I forgot about that and set sail for a the ash-strewn island of Soltheim, where every occupant knows the name of the man I seek, but none can recall why. Everyone give me the same clue, to look for the temple. I find it, but not before a mishap. I encounter a madman who talks about fingers not being long enough, a tower, and a black book. Then he attacks me. I follow his description of a tower and approach the nearest tower. There’s no obvious way in, so I try leaping over some rocks. I immediately become trapped, stuck between two rocks. This is roughly the fourteenth time I’ve become stuck on the map, unable to move out of a small recession in the terrain. My avatar does not have the ability to climb out of a foot-deep pit. I had to reset.

The first quest I found on Soltheim was ironically identical to the fist quest I ever finished in Whiterun. I offered to clear out the tombs beneath the temple of the restless dead. You’d think that cremating the dead would prevent them from coming back as zombies, but I had no such luck.

I find it peculiar that in both cases, a priest was content to sleep inches away from a zombie filled tomb, with only a locked door separating him from certain, gruesome death, and that he had not enlisted the air of the numerous guards around the city as soon as he discovered what was going on. If I hadn’t come along, he’d still be there, hoping that the situation would resolve itself. The people of Skyrim and the surrounding provinces have the common sense and problem solving skills of lemmings in a Disney nature movie.

Seriously, though, the zombie to living ration in Skyrim is higher than The Walking Dead. Plus, The Walking Dead survivors don’t have to worry about their bone-dry ancient ancestors rising from their graves, armed to the teeth with swords, shields and bows.
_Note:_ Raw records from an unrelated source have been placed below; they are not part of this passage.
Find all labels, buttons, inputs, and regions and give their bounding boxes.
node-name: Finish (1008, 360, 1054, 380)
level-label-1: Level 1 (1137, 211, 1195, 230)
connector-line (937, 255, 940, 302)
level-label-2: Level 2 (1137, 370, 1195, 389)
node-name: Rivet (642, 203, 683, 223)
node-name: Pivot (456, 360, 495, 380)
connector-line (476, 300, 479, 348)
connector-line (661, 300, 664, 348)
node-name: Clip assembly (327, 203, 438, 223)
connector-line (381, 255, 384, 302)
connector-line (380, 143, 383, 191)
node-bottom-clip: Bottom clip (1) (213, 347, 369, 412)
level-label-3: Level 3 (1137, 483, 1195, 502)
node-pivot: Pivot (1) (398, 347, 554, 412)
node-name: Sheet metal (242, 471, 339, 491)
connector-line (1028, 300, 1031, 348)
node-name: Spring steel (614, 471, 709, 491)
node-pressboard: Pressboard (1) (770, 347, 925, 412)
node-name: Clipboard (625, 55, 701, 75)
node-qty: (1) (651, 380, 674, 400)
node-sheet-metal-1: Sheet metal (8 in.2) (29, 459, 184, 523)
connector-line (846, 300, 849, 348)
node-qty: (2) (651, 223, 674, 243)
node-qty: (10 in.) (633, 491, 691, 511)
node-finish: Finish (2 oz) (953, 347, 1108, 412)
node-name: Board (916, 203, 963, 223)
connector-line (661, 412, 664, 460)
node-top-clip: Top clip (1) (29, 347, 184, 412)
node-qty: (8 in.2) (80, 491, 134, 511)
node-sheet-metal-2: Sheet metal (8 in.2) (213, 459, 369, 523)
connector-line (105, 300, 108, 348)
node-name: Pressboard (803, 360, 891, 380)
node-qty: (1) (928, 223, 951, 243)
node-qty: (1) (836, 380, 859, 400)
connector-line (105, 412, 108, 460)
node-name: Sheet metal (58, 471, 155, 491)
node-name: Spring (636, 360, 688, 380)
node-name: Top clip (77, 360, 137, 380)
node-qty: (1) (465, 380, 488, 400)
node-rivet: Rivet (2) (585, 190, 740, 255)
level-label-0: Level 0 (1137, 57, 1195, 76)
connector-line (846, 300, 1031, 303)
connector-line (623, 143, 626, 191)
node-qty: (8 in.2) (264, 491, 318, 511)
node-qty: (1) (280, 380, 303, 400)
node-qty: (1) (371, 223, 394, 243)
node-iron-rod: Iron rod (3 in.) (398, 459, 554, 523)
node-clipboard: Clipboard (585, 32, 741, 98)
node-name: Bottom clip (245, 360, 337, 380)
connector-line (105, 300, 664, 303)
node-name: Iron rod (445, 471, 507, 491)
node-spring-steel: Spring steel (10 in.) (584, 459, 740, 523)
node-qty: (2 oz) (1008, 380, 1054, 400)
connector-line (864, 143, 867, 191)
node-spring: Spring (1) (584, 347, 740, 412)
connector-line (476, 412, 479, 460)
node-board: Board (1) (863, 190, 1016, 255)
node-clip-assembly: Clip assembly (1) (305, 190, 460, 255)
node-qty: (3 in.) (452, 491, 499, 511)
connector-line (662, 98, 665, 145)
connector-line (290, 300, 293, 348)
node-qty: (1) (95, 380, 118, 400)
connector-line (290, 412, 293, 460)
When you think about how necromancy is universally reviled in their culture, and how useful a skill it is to turn an enemy zombie into your ally, you’d wonder at their logic too. It’d be like outlawing dentistry because of all your rotten teeth.

I found the dungeons beneath Soltheim identical to the dungeons of Skyrim, which is disappointing as I expect to spend the next thirty hours exploring the same shade of walled room as I’ve been exploring for the last hundred or so hours.